The KMS/DRM video driver should only care about presentation of the rendered frames. Then how these frames are rendered is up to the renderer driver.
It's not a flaw but a feature. The fbdev backend was axed in SDL2
@Cacodemon345 who said anything about fbdev?
Just saying. Anyway the backend isn't likely to work on framebuffer-only systems without SimpleDRM.
I am not trying to run SDL2 on the framebuffer. I want to run SDL2 on KMS/DRM, on a system without a GPU.
You still need SimpleDRM for that. And right now the KMSDRM framebuffer support is handled by higher level code which still needs a GPU to function and still hasn't been implemented in the backend itself so you will have to wait for that if that's what you mean.
No, I do not need SimpleDRM. I do have a KMS/DRM kernel driver that I wrote myself and which is upstream (ingenic-drm), so I know what I can and can't do.
I have a KMS/DRM video driver for SDL1 which does not require a GPU, so there's no reason why SDL2 couldn't do that too.
Ah I misunderstood then.
Well the rest of the post I made after the first sentence still applies.
FYI, @icculus is working on merging the atomic and non-atomic KMSDRM backends. At that point, @pcercuei, it would be great if you want to update it so it doesn't require a GPU.
No, I do not need SimpleDRM. I do have a KMS/DRM kernel driver that I wrote myself and which is upstream (ingenic-drm), so I know what I can and can't do.

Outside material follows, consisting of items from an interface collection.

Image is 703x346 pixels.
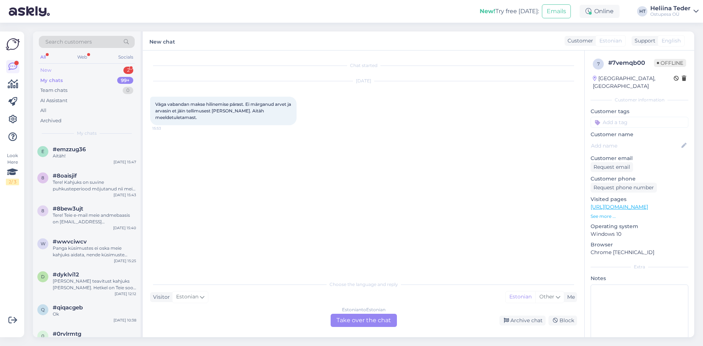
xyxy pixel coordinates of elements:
[662,37,681,45] span: English
[45,38,92,46] span: Search customers
[590,117,688,128] input: Add a tag
[580,5,619,18] div: Online
[53,179,136,192] div: Tere! Kahjuks on suvine puhkusteperiood mõjutanud nii meie ettevõtte kui ka koostööpartnerite ja ...
[150,62,577,69] div: Chat started
[150,78,577,84] div: [DATE]
[591,142,680,150] input: Add name
[113,225,136,231] div: [DATE] 15:40
[590,154,688,162] p: Customer email
[590,183,657,193] div: Request phone number
[115,291,136,297] div: [DATE] 12:12
[590,97,688,103] div: Customer information
[593,75,674,90] div: [GEOGRAPHIC_DATA], [GEOGRAPHIC_DATA]
[6,37,20,51] img: Askly Logo
[548,316,577,325] div: Block
[40,77,63,84] div: My chats
[342,306,385,313] div: Estonian to Estonian
[53,153,136,159] div: Aitäh!
[113,159,136,165] div: [DATE] 15:47
[40,117,62,124] div: Archived
[506,291,535,302] div: Estonian
[590,264,688,270] div: Extra
[590,175,688,183] p: Customer phone
[650,11,690,17] div: Ostupesa OÜ
[114,258,136,264] div: [DATE] 15:25
[40,97,67,104] div: AI Assistant
[40,87,67,94] div: Team chats
[590,249,688,256] p: Chrome [TECHNICAL_ID]
[637,6,647,16] div: HT
[590,131,688,138] p: Customer name
[41,149,44,154] span: e
[117,52,135,62] div: Socials
[152,126,180,131] span: 15:53
[6,152,19,185] div: Look Here
[331,314,397,327] div: Take over the chat
[564,293,575,301] div: Me
[499,316,545,325] div: Archive chat
[590,223,688,230] p: Operating system
[480,7,539,16] div: Try free [DATE]:
[590,213,688,220] p: See more ...
[41,307,45,312] span: q
[123,67,133,74] div: 2
[590,162,633,172] div: Request email
[597,61,600,67] span: 7
[53,238,87,245] span: #wwvciwcv
[123,87,133,94] div: 0
[590,275,688,282] p: Notes
[150,281,577,288] div: Choose the language and reply
[53,172,77,179] span: #8oaisjif
[650,5,698,17] a: Heliina TederOstupesa OÜ
[53,331,81,337] span: #0rvlrmtg
[654,59,686,67] span: Offline
[53,311,136,317] div: Ok
[41,208,44,213] span: 8
[650,5,690,11] div: Heliina Teder
[76,52,89,62] div: Web
[41,274,45,279] span: d
[590,195,688,203] p: Visited pages
[176,293,198,301] span: Estonian
[150,293,170,301] div: Visitor
[53,146,86,153] span: #emzzug36
[53,205,83,212] span: #8bew3ujt
[41,241,45,246] span: w
[41,333,44,339] span: 0
[149,36,175,46] label: New chat
[631,37,655,45] div: Support
[542,4,571,18] button: Emails
[599,37,622,45] span: Estonian
[53,212,136,225] div: Tere! Teie e-mail meie andmebaasis on [EMAIL_ADDRESS][DOMAIN_NAME], kas äkki on sinna viga sisse ...
[53,245,136,258] div: Panga küsimustes ei oska meie kahjuks aidata, nende küsimuste puhul palume pöörduda otse panga [P...
[117,77,133,84] div: 99+
[113,192,136,198] div: [DATE] 15:43
[480,8,495,15] b: New!
[155,101,292,120] span: Väga vabandan makse hilinemise pärast. Ei märganud arvet ja arvasin et jäin tellimusest [PERSON_N...
[39,52,47,62] div: All
[6,179,19,185] div: 2 / 3
[590,108,688,115] p: Customer tags
[113,317,136,323] div: [DATE] 10:38
[590,204,648,210] a: [URL][DOMAIN_NAME]
[77,130,97,137] span: My chats
[40,67,51,74] div: New
[590,241,688,249] p: Browser
[53,304,83,311] span: #qiqacgeb
[564,37,593,45] div: Customer
[590,230,688,238] p: Windows 10
[53,271,79,278] span: #dyklvi12
[53,278,136,291] div: [PERSON_NAME] teavitust kahjuks [PERSON_NAME]. Hetkel on Teie soov müügitiimile edastatud, seega ...
[608,59,654,67] div: # 7vemqb00
[41,175,44,180] span: 8
[539,293,554,300] span: Other
[40,107,46,114] div: All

I have a KMS/DRM video driver for SDL1 which does not require a GPU, so there's no reason why SDL2 couldn't do that too.
I have the same situation (KMS/DRM video driver, hardware that can only do 2D operations). It seems like doing any scaling etc in the kernel is a no-no. The compositor is meant to handle it but this hardware doesn't really have enough memory to waste on that when all it really wants is a scaled/rotated framebuffer.
I would like to have this working without a GPU and maybe use the 2D hardware to help out so I'll take a look..
So I see this just closed, so I'll say real fast: I had this mostly-merged into a single codebase at one point, and then a million unrelated things pulled my attention from it, so it never got done.
The idea was to decide if the system had the capabilities to use the atomic version, and if so, use those features, but since the two backends shared most of their code, it could just simply not use the atomic features on unsupported systems, but we would have one codebase and no code duplication.
We have open issues that would benefit from the atomic work, afaik, so we still want it. I don't know how the state of kmsdrm has changed in the past years; maybe there are newer/better kernel interfaces, etc?
@vanfanel, I'm very busy right now, but sometime soon let's talk about this and figure out what SDL should be doing in modern times.
@slouken This closed because I deleted my fork. I didn't know you still had interest on this... sorry, really. Is the code lost, or do you happen to have a version of it? It was working perfectly well if I am not mistaken, but after 5 years without being merged or touched, I though it made no sense to keep it.
Ah I see the code is still in the commits. Well, then nothing was lost I guess.
Yeah, we still have it, and can definitely still merge.